Summer of the Seventeenth Doll is the foundational play of modern Australian theatre. It is regularly prescribed for HSC Drama's Australian Drama and Theatre core. This guide takes you from plot through characters, conventions and themes to the exam techniques that produce strong Section I and Section III responses.

If you have read the play and want to consolidate, start with the analysis sections. If you have not yet read the play, read the plot first, then the play itself, then return to this guide.

The play

Title
Summer of the Seventeenth Doll.
Playwright
Ray Lawler (born Melbourne, 1921).
Premiere
Union Theatre Repertory Company, Melbourne, 28 November 1955. Directed by John Sumner. Lawler himself played Barney. Ethel Gabriel played Olive.
International transfers
London (Royal Court via the New Watergate Theatre Club), 30 April 1957. Broadway (Coronet Theatre), 22 January 1958.
Film
1959, directed by Leslie Norman, with Ernest Borgnine as Roo and Anne Baxter as Olive. The film transposes some material to Queensland and is not faithful to the play's interior staging.
Trilogy
Lawler wrote two prequels: Kid Stakes (1975, set in 1937) and Other Times (1976, set in 1945). Together with the Doll (1955, set in 1953), the three plays are the Doll Trilogy.
Published editions
Currency Press's edition is the Australian standard, with introductions by Katharine Brisbane and others.
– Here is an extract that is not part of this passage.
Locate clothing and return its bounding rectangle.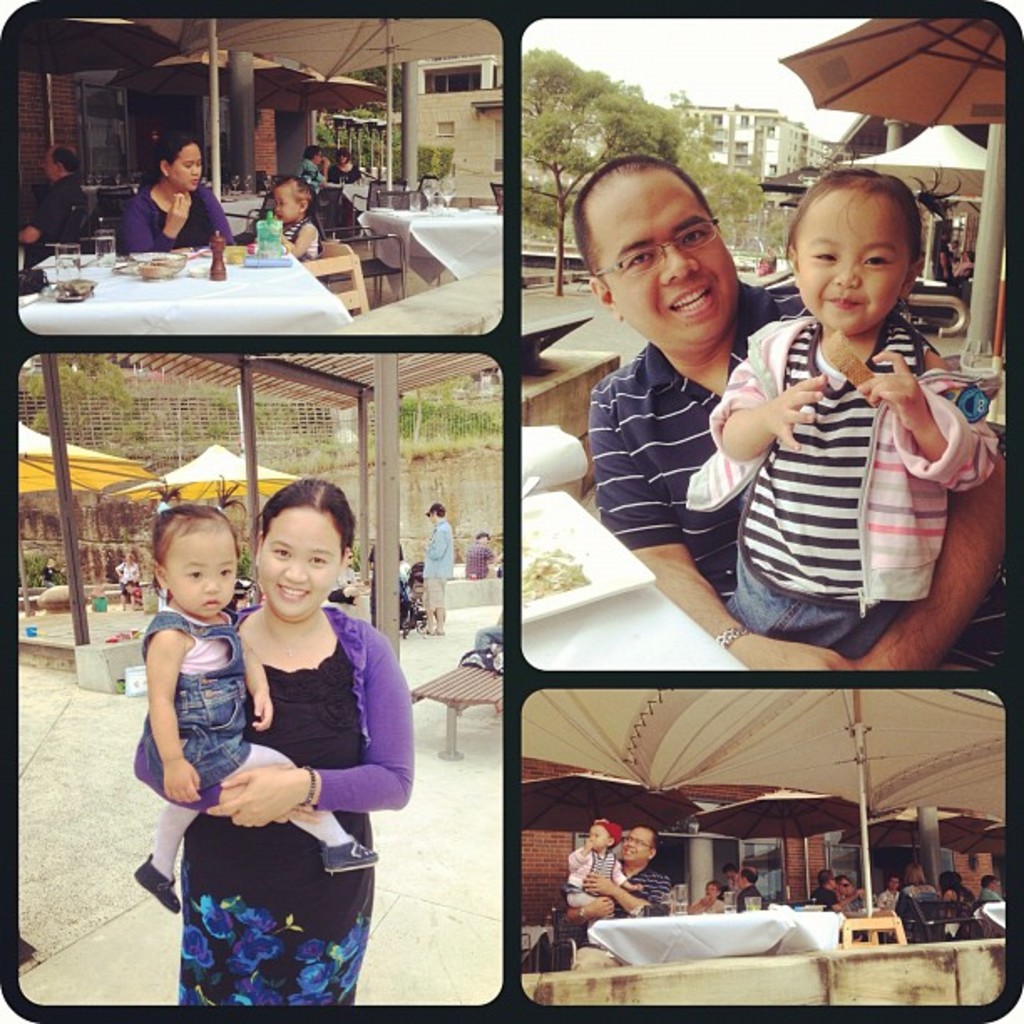
(left=698, top=877, right=741, bottom=919).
The trilogy is also collected in a single Currency Press volume.

Plot

Act I

Olive Leech, a Melbourne barmaid in her late thirties, lives in a Carlton terrace with her mother Emma. Two Queensland cane cutters, Roo Webber and Barney Ibbot, arrive for their seventeenth summer lay-off (December to April).
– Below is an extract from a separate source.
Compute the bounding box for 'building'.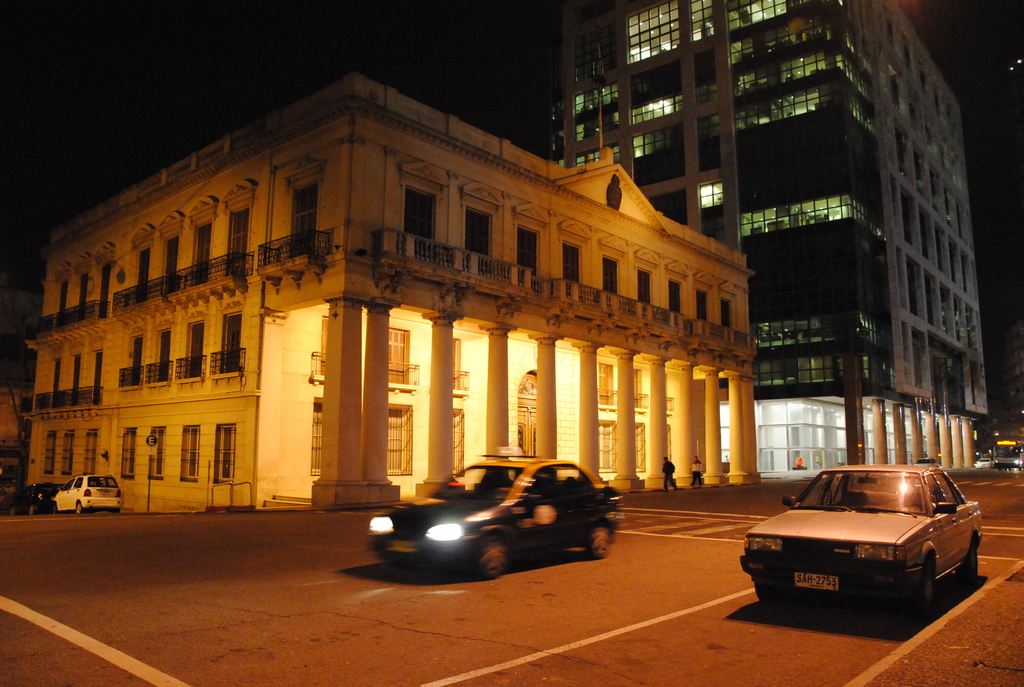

The pattern: each year Barney brings down a kewpie doll for Olive. By Act I sixteen dolls sit on the mantelpiece. The lay-off culture has been the structure of Olive's life for seventeen years.

This year Nancy, who has spent every previous lay-off with Barney, is missing. She has married Harry the bookseller and is unavailable. Olive has brought in Pearl Cunningham, a widow she works with at the pub, to fill Nancy's place.

Act I introduces all of this through arrival, Pearl's interrogation of Olive about the men, and the men's bantering with Emma and Pearl. Bubba (Kathie) Ryan, the next-door girl now twenty-two, hovers around the edges of the gang.

Act II

Mid-summer. Tensions emerge.

Roo, drunk, confesses to Barney that he had a falling-out with Johnnie Dowd (the younger cane cutter) up in Queensland. Roo quit early; he is no longer the gang's leader. The mateship is strained.

Pearl resists Barney's flirtation. The lay-off ritual cannot draw her in. Bubba, by contrast, becomes attached to Johnnie Dowd, who has come south independently. The next generation appears to be entering the system.

Off-stage, a fishing trip happens; the men return tired and quiet.

Act III

The end of the lay-off. The breakdown.

Roo confronts Barney over the Queensland fight ("Take your bloody hand off me"). The two cannot continue as they were.

Roo proposes to Olive. He suggests they marry, that he stay in Melbourne, that the lay-off summers convert into ordinary suburban life. Olive refuses. "I want what I had before."

Roo crushes the seventeenth doll in his fist.

The play does not end on the violence. It continues for several minutes of quiet dialogue as the characters absorb the loss. The lay-off culture is over. Pearl leaves. Bubba and Johnnie may continue. Emma watches. Olive and Roo and Barney sit in the lounge with nothing left to say.

The characters

Olive Leech

Late thirties. Barmaid. The play's moral centre. Her commitment to the lay-off ritual is unshakeable through Act III. She refuses Roo's proposal because marriage would convert the seventeen-summer ritual into ordinary life. Olive's vernacular speech is composed; she has authority over the lounge.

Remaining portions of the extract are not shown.